The new study also compared the length of the longest segments seen in wild-type viruses and lab-made viruses. The longest segments in wild-type viruses are far longer than any found in lab-made viruses, including in SARS-CoV-2. The findings again pointed to a lab origin for COVID-19.
The longest segments in lab-made viruses were found to be unusually short. As previously noted, the process of genetically engineering viruses requires scientists to use several shorter segments, which are then pieced together. Natural viruses are not pieced together and thus the length of segments is randomly determined and includes very short and very long segments.
Bruttel, Washburne, and VanDongen estimate that the odds that the SARS-CoV-2 virus arose naturally lie between 1 in 100 and 1 in 1,400. However, this estimate only factors in the distribution of cutting sites. The authors also observed a concentration of mutations within the cutting sites that was “extremely unlikely in wild coronaviruses and nearly universal in synthetic viruses.” The estimate drops to a 1 in 100 million chance that SARS-CoV-2 was a naturally-occurring virus if these mutations are factored in. When considering additional criteria, such as the fact that the “sticky ends” where the viruses are “glued” back together all happen to fit perfectly, the authors estimate the odds of a natural origin to be even lower.
The authors conclude that SARS-CoV-2 was assembled in a lab using common methods for assembling viruses. The authors do not speculate on which lab the virus escaped from.
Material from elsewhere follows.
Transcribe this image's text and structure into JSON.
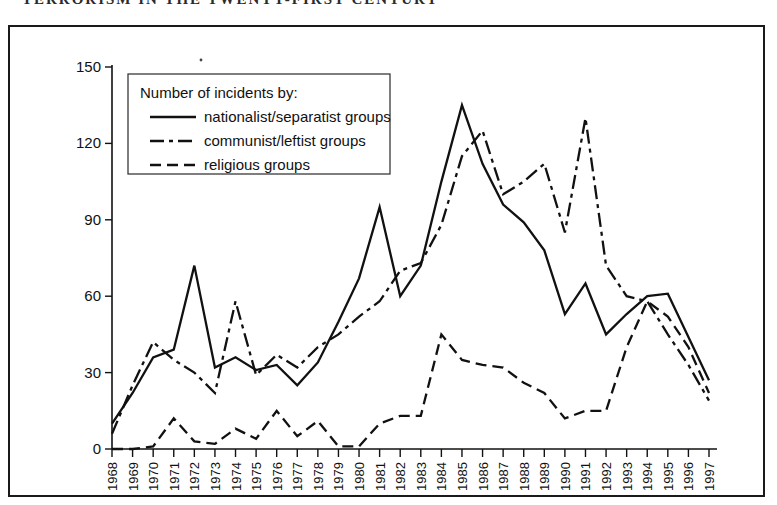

In response to the new study, Kristian Andersen, the leading author of the Proximal Origin paper—the Dr. Anthony Fauci-led effort to dispel the lab leak theory—went on Twitter to slam the new study as “kindergarten molecular biology.” Andersen’s criticism is that cutting sites are common in naturally occurring SARS viruses. However, this criticism does not explain the very unusual placement of cutting sites in SARS-CoV-2.
The Proximal Origin paper itself, which boldly proclaimed that “our analyses clearly show that SARS-CoV-2 is not a laboratory construct or a purposefully manipulated virus,” has been dismissed after it emerged that Andersen and his co-authors had relied on an obsolete database for their findings.
Notably, Andersen told Fauci privately that SARS-CoV-2 looked engineered, while publicly pushing the natural origin narrative. Fauci was director of the National Institute of Allergy and Infectious Diseases (NIAID) at the time. He will resign from the position in December.
Andersen and a group of other scientists who receive funding from Fauci’s NIAID also co-authored another natural origin paper that declared their “analyses provide dispositive evidence for the emergence of SARS-CoV-2 via the live wildlife trade.” That paper, too, has since been criticized for its reliance on faulty data.
While there is still no dispositive evidence on either side of the origin debate, it is noteworthy that the papers from natural origin advocates tend to make grand claims of indisputable evidence. In contrast, the authors of the new study have invited criticism and debate of their findings and are engaging with such criticism online.
Although it is too early to reach a final verdict on the new study, which is still subject to peer review, its methodology offers for the first time a path to solving the COVID-19 origin puzzle without having to rely on data that is being withheld by the Chinese Communist Party.